The company’s new chief executive officer and president also knows a lot about the 150 employees, many of whom have been there longer than she has. Some of them even trained her. “We’ve seen each other grow up and grow older,” says Butler. “I feel as the CEO of the company, I’m more vested in the stakeholders of Neville Chemical for having that long-term tenure here.”
Butler joined the company, which produces hydrocarbon resins used in adhesives, concrete cure, inks, and rubber, as an accounts payable clerk in 1997. Although she had excelled at science while a student at Moon Area High School, for college Butler decided accounting and finance were her stronger calling. Her career has been at a place that combines both her business knowledge and science interest. On the job, she has worked to understand the company’s processes and still enjoys walking through the plant. “There’s something tangible there,” she says. “You can see what you are doing and selling every day, and that really is gratifying.”

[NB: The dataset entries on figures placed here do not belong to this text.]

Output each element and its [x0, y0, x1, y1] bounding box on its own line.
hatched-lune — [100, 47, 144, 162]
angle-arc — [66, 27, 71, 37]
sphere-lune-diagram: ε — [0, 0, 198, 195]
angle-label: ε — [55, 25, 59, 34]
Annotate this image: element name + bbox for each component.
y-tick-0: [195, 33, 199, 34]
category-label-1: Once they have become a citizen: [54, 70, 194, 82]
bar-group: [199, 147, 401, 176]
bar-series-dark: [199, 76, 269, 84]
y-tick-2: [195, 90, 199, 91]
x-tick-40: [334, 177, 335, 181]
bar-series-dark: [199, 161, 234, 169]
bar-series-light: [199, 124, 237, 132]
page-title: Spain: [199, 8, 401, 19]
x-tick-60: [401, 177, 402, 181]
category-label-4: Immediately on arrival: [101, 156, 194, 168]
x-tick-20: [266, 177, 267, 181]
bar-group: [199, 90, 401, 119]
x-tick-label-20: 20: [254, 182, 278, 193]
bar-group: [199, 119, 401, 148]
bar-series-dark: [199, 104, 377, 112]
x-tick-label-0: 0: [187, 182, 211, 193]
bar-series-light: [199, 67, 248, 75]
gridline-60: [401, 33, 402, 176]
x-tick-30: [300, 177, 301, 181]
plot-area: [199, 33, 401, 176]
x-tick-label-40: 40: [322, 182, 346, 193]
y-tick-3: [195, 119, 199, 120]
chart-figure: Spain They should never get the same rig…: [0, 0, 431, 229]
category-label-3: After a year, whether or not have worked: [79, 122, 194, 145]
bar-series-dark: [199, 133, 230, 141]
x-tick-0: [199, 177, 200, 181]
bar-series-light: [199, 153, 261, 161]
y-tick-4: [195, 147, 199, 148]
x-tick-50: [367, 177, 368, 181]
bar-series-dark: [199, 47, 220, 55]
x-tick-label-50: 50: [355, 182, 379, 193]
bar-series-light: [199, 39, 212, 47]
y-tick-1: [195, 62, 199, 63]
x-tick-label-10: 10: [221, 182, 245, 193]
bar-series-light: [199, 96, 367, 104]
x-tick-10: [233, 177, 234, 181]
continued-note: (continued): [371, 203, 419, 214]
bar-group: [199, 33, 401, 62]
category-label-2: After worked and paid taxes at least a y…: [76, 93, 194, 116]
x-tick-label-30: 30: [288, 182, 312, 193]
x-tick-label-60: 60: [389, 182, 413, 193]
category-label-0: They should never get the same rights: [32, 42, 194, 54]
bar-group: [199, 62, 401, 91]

In 2002, Butler left the company to pursue a management opportunity, joining ServiceLink, a Beaver County mortgage services company, as director of accounting. While there, she returned to her alma mater to earn her M.B.A. “I think I grew exponentially during that period of time,” Butler says. Then a call came from Neville Chemical about an assistant controller position in 2005, and she returned. After that, it was a swift and steady climb through the ranks.
Butler was named chief financial officer at Neville Chemical in 2008 at the age of 35. With nearly half her career still ahead, she began conversations with the top officers about someday running the company. Her role expanded more deeply into leadership as she was named to the boards of Neville Chemical and of a European subsidiary, and put in charge of the subsidiary’s financial department. She participated in contract negotiations with the plant’s labor union, the United Steelworkers, four times. She worked closely on joint ventures and became the company’s risk manager, helping Neville Chemical weather the movement to Asia of supplies of the raw feed materials needed for its products, as well as rising competition from foreign imports. In 2017, chief operating officer was added to her title. This January, she became CEO and president.
Throughout her career, Butler says her RMU studies have benefited her in many ways, including one aspect that she didn’t especially like at the time — the group project. “I hated having to compromise and rely on someone else and set your schedule around other people,” she admits. “But my career has been one group project. They really were setting me up for what the next 20 years would be like.”
Butler, a member of the Delta Zeta sorority as an undergrad, was at RMU working on her graduate degree when she started dating her future husband, Matt Williams ‘03. With her encouragement, he enrolled in night classes and completed his logistics degree. After they got engaged, they held their rehearsal dinner in a room at the old Sewall Center. “We thought it was a beautiful room and great place to have our friends and family,” she says, “and get to show them the campus too.” They enjoy traveling, skiing, and boating, and this year the couple attended their 15th Indianapolis 500.